I drove on with the air-conditioning at full blast to combat the heat which was still in the nineties. The sun was setting through a thick haze on the horizon created by the oil fires burning in Kuwait to the north. I was about to turn around when I saw the vehicles and dozens of tire tracks indicating that this was a frequently used location. I parked and stood atop the embankment and marveled. Below me, several dozen young men milled about with their Arabian horses in an informal gathering of friendship and competitive spirit. When they noticed me atop the hill, they motioned that I should join them, displaying the typical Arab hospitality to a stranger. They appeared to enjoy showing their stallions to a camera-toting foreigner without a word of Arabic other than greetings and goodbyes.
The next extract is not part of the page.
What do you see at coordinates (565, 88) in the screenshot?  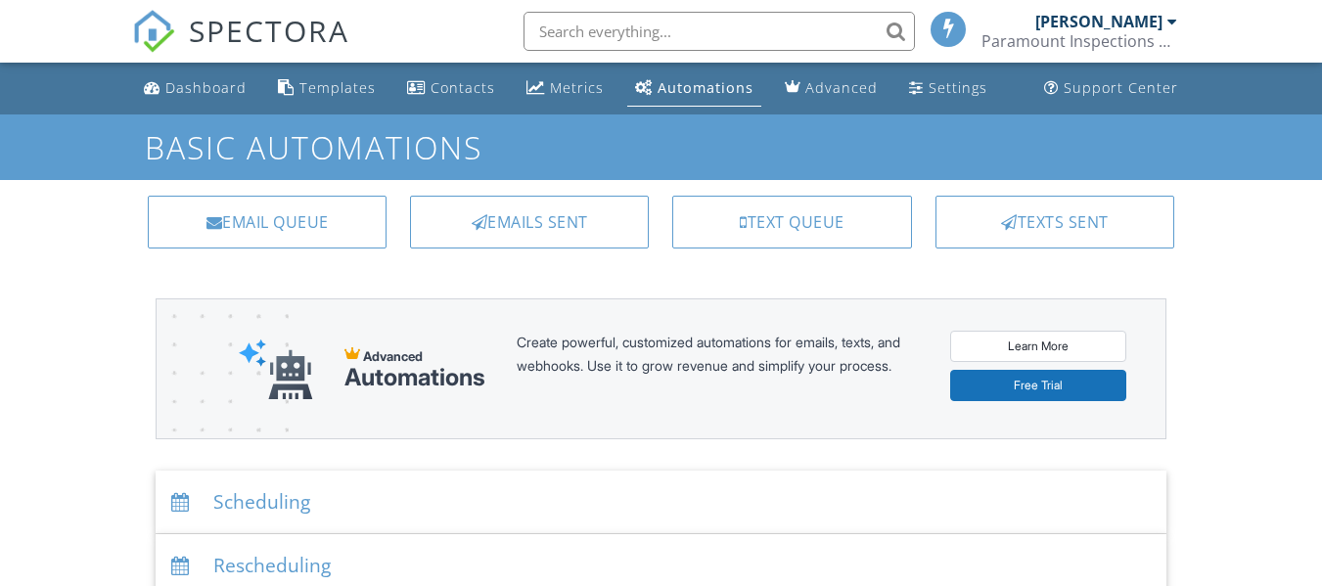 I see `a: Metrics` at bounding box center [565, 88].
The young men, in their teens and early twenties, wore T-shirts, blue jeans, and ball caps. Some of their horses were saddled. Occasionally, one youth challenged another to a race, and they would tear off into the distance, heads lowered over the flying manes of their compact mounts. Their friends cheered and hooted until somewhere off in the distance, an unseen mark had been reached and a winner was declared. The group was in a constant state of flux, as a rider and his horse would appear out of the haze as if by magic, while another youth rode into the dimming light. There were no horse trailers in sight, so each horse had to have been ridden to this rendezvous from who knows where. I had passed no buildings along the highway, and for as far as I could see, nothing broke the view.
One of the young men offered his stallion to me for a ride, but I wanted only a photograph or two. He proudly stood holding the reins while his spirited horse tossed his head and pawed the ground.
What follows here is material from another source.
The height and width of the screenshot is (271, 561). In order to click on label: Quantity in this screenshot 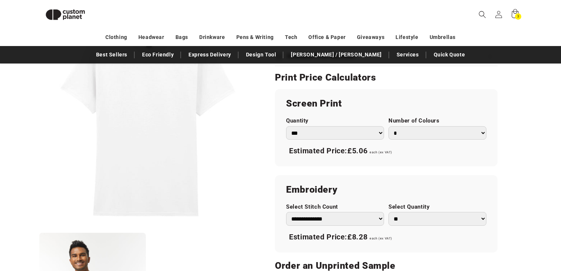, I will do `click(335, 121)`.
A photo from that day. This stallion became the inspiration for Sharif.
Gradually, the group dispersed, and I returned to my car. I drove home along a ribbon of concrete over a dull white moonscape of sand lit by the surreal glow of Kuwait’s fires in the night sky. Desolate yet starkly beautiful. Undeterred by oil fires or political problems raging across the Arab world, these young Bahrainis, dressed in their Western clothing, had shown me a vision of their ancient lands. They lived in the modern world but were drawn to the old ways in their desert home where men gathered and talked, demonstrated their love for their desert mounts, and welcomed strangers into their midst.
This relatively minor experience in Bahrain led to the development of a major character in my novels, an Arabian stallion in the stables of the Amir of Kuwait. I named him Sharif. This loyal steed saved my hero from the hands of a marauding band of Egyptian zealots. Then the wounded Sharif carried a stableboy across the searing sands of Kuwait’s great An Nafud Desert to alert the palace of danger from a convoy of German army vehicles and the desolation of a royal caravan from a dust storm and the marauders. Sharif was modeled after the Arabian stallion in the photograph I took on that summer evening in Bahrain over thirty years before.
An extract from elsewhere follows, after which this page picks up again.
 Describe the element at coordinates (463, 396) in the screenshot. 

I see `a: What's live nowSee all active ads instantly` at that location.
My career brought me to gilded cathedrals in Austria, along the canals of Venice, and to ornate palaces where I moved among ambassadors and royalty. But my novels are built upon the memories of the simple cottages and unheralded people I met along the way. I found the side streets and small gardens, the silver sellers and the coffee vendors, just as intriguing as the lights of Paris or the dignitaries of kingdoms great and small.
In my next blog, I’ll introduce my father-in-law. His journal, written during the years he served in the U.S. Army in the unknown Persian Corridor during World War II, provided much detail and atmosphere for The Infidel and the Ghost of Moscow.